↓ Skip to main content

The decline of Late Bronze Age civilization as a possible response to climatic change

Overview of attention for article published in Climatic Change, June 1982
Altmetric Badge

Mentioned by

wikipedia
14 Wikipedia pages

Citations

dimensions_citation
2 Dimensions

Readers on

mendeley
22 Mendeley
Title
The decline of Late Bronze Age civilization as a possible response to climatic change
Published in
Climatic Change, June 1982
DOI 10.1007/bf00140587
Authors

Barry Weiss

Mendeley readers

Mendeley readers

The data shown below were compiled from readership statistics for 22 Mendeley readers of this research output. Click here to see the associated Mendeley record.

Geographical breakdown

Country Count As %
Canada 1 5%
Unknown 21 95%

Demographic breakdown

Readers by professional status Count As %
Researcher 5 23%
Student > Ph. D. Student 5 23%
Student > Bachelor 3 14%
Student > Postgraduate 2 9%
Other 1 5%
Other 3 14%
Unknown 3 14%
Readers by discipline Count As %
Arts and Humanities 7 32%
Earth and Planetary Sciences 4 18%
Environmental Science 2 9%
Social Sciences 2 9%
Agricultural and Biological Sciences 1 5%
Other 3 14%
Unknown 3 14%
Attention Score in Context

Attention Score in Context

This research output has an Altmetric Attention Score of 3. This is our high-level measure of the quality and quantity of online attention that it has received. This Attention Score, as well as the ranking and number of research outputs shown below, was calculated when the research output was last mentioned on 10 June 2022.
All research outputs
#8,447,877
of 25,223,158 outputs
Outputs from Climatic Change
#5,270
of 6,014 outputs
Outputs of similar age
#1,994
of 7,512 outputs
Outputs of similar age from Climatic Change
#6
of 6 outputs
Altmetric has tracked 25,223,158 research outputs across all sources so far. This one is in the 43rd percentile – i.e., 43% of other outputs scored the same or lower than it.
So far Altmetric has tracked 6,014 research outputs from this source. They typically receive a lot more attention than average, with a mean Attention Score of 22.3. This one is in the 11th percentile – i.e., 11% of its peers scored the same or lower than it.
Older research outputs will score higher simply because they've had more time to accumulate mentions. To account for age we can compare this Altmetric Attention Score to the 7,512 tracked outputs that were published within six weeks on either side of this one in any source. This one is in the 9th percentile – i.e., 9% of its contemporaries scored the same or lower than it.
We're also able to compare this research output to 6 others from the same source and published within six weeks on either side of this one.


[INSTRUCTIONS FOR THE TASK]
Please reproduce the following records exactly, with nothing omitted.

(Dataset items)
□ □ □ □

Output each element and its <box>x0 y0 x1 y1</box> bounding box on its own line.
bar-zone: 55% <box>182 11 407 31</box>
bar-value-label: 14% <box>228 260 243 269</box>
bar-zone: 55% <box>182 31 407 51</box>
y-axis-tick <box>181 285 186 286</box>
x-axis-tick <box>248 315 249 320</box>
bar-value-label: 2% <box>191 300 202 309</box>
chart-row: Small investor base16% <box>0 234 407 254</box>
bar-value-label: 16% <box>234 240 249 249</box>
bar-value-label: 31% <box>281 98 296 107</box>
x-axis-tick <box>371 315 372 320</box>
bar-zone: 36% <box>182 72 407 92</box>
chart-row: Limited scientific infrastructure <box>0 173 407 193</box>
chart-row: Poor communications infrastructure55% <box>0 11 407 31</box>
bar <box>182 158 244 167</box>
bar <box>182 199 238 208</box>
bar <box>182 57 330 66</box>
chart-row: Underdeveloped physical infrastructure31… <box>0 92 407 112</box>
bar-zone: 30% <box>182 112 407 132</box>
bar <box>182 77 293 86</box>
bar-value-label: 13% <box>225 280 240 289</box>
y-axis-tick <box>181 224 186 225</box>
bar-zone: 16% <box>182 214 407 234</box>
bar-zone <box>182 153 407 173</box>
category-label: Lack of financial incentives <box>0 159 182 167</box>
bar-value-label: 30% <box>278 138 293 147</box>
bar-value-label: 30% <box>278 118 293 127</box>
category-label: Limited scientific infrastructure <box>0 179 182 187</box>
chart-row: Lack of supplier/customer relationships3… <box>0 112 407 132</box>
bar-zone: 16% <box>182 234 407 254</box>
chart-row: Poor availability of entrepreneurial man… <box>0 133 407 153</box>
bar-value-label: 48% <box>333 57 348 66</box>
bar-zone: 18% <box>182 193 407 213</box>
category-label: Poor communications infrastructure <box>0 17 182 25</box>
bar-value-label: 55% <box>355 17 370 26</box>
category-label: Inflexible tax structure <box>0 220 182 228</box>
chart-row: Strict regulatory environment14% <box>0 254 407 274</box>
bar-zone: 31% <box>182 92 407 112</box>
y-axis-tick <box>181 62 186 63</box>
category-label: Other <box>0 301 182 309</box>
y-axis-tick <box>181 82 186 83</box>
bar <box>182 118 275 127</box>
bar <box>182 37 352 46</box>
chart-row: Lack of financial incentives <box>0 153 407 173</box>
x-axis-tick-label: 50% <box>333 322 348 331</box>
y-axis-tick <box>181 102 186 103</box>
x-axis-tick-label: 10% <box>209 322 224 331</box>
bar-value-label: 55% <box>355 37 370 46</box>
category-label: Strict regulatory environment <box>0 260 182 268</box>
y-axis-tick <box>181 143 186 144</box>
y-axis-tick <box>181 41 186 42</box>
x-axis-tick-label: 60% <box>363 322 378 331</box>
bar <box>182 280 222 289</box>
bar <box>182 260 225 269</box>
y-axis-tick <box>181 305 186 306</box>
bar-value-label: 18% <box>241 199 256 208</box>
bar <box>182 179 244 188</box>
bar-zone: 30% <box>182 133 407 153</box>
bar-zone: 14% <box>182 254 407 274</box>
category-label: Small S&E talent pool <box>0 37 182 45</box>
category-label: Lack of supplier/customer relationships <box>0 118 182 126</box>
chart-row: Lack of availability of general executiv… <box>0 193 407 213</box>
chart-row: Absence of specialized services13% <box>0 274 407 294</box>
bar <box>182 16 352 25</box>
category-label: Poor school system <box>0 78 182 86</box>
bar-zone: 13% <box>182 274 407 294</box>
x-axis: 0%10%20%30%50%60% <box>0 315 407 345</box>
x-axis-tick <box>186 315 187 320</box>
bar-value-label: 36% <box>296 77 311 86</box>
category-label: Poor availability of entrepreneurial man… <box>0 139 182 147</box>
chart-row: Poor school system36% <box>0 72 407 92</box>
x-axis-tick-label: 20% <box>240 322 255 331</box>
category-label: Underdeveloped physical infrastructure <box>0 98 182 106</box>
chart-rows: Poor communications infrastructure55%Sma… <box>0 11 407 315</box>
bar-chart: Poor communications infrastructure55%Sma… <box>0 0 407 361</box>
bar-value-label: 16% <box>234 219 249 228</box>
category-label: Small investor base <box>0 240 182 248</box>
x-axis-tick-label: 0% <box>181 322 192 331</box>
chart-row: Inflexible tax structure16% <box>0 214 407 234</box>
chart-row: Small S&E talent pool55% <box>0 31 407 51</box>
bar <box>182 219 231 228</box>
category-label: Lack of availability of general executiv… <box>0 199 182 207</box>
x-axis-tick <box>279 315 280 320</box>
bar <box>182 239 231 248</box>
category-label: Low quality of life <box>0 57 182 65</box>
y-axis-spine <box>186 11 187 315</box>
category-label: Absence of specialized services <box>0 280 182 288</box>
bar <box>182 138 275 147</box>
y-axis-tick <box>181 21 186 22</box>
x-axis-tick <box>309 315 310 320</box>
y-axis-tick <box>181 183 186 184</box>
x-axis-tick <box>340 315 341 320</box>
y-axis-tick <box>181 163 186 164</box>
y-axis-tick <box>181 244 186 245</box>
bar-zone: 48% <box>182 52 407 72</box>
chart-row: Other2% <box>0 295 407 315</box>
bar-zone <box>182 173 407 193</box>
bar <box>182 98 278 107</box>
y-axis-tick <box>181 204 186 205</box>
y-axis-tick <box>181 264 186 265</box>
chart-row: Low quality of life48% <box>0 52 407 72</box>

□ □ □ □

[OUTPUT]
Output each element and its <box>x0 y0 x1 y1</box> bounding box on its own line.
bar-zone: 55% <box>182 11 407 31</box>
bar-value-label: 14% <box>228 260 243 269</box>
bar-zone: 55% <box>182 31 407 51</box>
y-axis-tick <box>181 285 186 286</box>
x-axis-tick <box>248 315 249 320</box>
bar-value-label: 2% <box>191 300 202 309</box>
chart-row: Small investor base16% <box>0 234 407 254</box>
bar-value-label: 16% <box>234 240 249 249</box>
bar-value-label: 31% <box>281 98 296 107</box>
x-axis-tick <box>371 315 372 320</box>
bar-zone: 36% <box>182 72 407 92</box>
chart-row: Limited scientific infrastructure <box>0 173 407 193</box>
chart-row: Poor communications infrastructure55% <box>0 11 407 31</box>
bar <box>182 158 244 167</box>
bar <box>182 199 238 208</box>
bar <box>182 57 330 66</box>
chart-row: Underdeveloped physical infrastructure31… <box>0 92 407 112</box>
bar-zone: 30% <box>182 112 407 132</box>
bar <box>182 77 293 86</box>
bar-value-label: 13% <box>225 280 240 289</box>
y-axis-tick <box>181 224 186 225</box>
bar-zone: 16% <box>182 214 407 234</box>
bar-zone <box>182 153 407 173</box>
category-label: Lack of financial incentives <box>0 159 182 167</box>
bar-value-label: 30% <box>278 138 293 147</box>
bar-value-label: 30% <box>278 118 293 127</box>
category-label: Limited scientific infrastructure <box>0 179 182 187</box>
chart-row: Lack of supplier/customer relationships3… <box>0 112 407 132</box>
bar-zone: 16% <box>182 234 407 254</box>
chart-row: Poor availability of entrepreneurial man… <box>0 133 407 153</box>
bar-value-label: 48% <box>333 57 348 66</box>
bar-zone: 18% <box>182 193 407 213</box>
category-label: Poor communications infrastructure <box>0 17 182 25</box>
bar-value-label: 55% <box>355 17 370 26</box>
category-label: Inflexible tax structure <box>0 220 182 228</box>
chart-row: Strict regulatory environment14% <box>0 254 407 274</box>
bar-zone: 31% <box>182 92 407 112</box>
y-axis-tick <box>181 62 186 63</box>
category-label: Other <box>0 301 182 309</box>
y-axis-tick <box>181 82 186 83</box>
bar <box>182 118 275 127</box>
bar <box>182 37 352 46</box>
chart-row: Lack of financial incentives <box>0 153 407 173</box>
x-axis-tick-label: 50% <box>333 322 348 331</box>
y-axis-tick <box>181 102 186 103</box>
x-axis-tick-label: 10% <box>209 322 224 331</box>
bar-value-label: 55% <box>355 37 370 46</box>
category-label: Strict regulatory environment <box>0 260 182 268</box>
y-axis-tick <box>181 143 186 144</box>
y-axis-tick <box>181 41 186 42</box>
x-axis-tick-label: 60% <box>363 322 378 331</box>
bar <box>182 280 222 289</box>
bar <box>182 260 225 269</box>
y-axis-tick <box>181 305 186 306</box>
bar-value-label: 18% <box>241 199 256 208</box>
bar <box>182 179 244 188</box>
bar-zone: 30% <box>182 133 407 153</box>
bar-zone: 14% <box>182 254 407 274</box>
category-label: Small S&E talent pool <box>0 37 182 45</box>
category-label: Lack of supplier/customer relationships <box>0 118 182 126</box>
chart-row: Lack of availability of general executiv… <box>0 193 407 213</box>
chart-row: Absence of specialized services13% <box>0 274 407 294</box>
bar <box>182 16 352 25</box>
category-label: Poor school system <box>0 78 182 86</box>
bar-zone: 13% <box>182 274 407 294</box>
x-axis: 0%10%20%30%50%60% <box>0 315 407 345</box>
x-axis-tick <box>186 315 187 320</box>
bar-value-label: 36% <box>296 77 311 86</box>
category-label: Poor availability of entrepreneurial man… <box>0 139 182 147</box>
chart-row: Poor school system36% <box>0 72 407 92</box>
x-axis-tick-label: 20% <box>240 322 255 331</box>
category-label: Underdeveloped physical infrastructure <box>0 98 182 106</box>
chart-rows: Poor communications infrastructure55%Sma… <box>0 11 407 315</box>
bar-chart: Poor communications infrastructure55%Sma… <box>0 0 407 361</box>
bar-value-label: 16% <box>234 219 249 228</box>
category-label: Small investor base <box>0 240 182 248</box>
x-axis-tick-label: 0% <box>181 322 192 331</box>
chart-row: Inflexible tax structure16% <box>0 214 407 234</box>
chart-row: Small S&E talent pool55% <box>0 31 407 51</box>
bar <box>182 219 231 228</box>
category-label: Lack of availability of general executiv… <box>0 199 182 207</box>
x-axis-tick <box>279 315 280 320</box>
bar <box>182 239 231 248</box>
category-label: Low quality of life <box>0 57 182 65</box>
y-axis-spine <box>186 11 187 315</box>
category-label: Absence of specialized services <box>0 280 182 288</box>
bar <box>182 138 275 147</box>
y-axis-tick <box>181 21 186 22</box>
x-axis-tick <box>309 315 310 320</box>
y-axis-tick <box>181 183 186 184</box>
x-axis-tick <box>340 315 341 320</box>
y-axis-tick <box>181 163 186 164</box>
y-axis-tick <box>181 244 186 245</box>
bar-zone: 48% <box>182 52 407 72</box>
chart-row: Other2% <box>0 295 407 315</box>
bar-zone <box>182 173 407 193</box>
bar <box>182 98 278 107</box>
y-axis-tick <box>181 204 186 205</box>
y-axis-tick <box>181 264 186 265</box>
chart-row: Low quality of life48% <box>0 52 407 72</box>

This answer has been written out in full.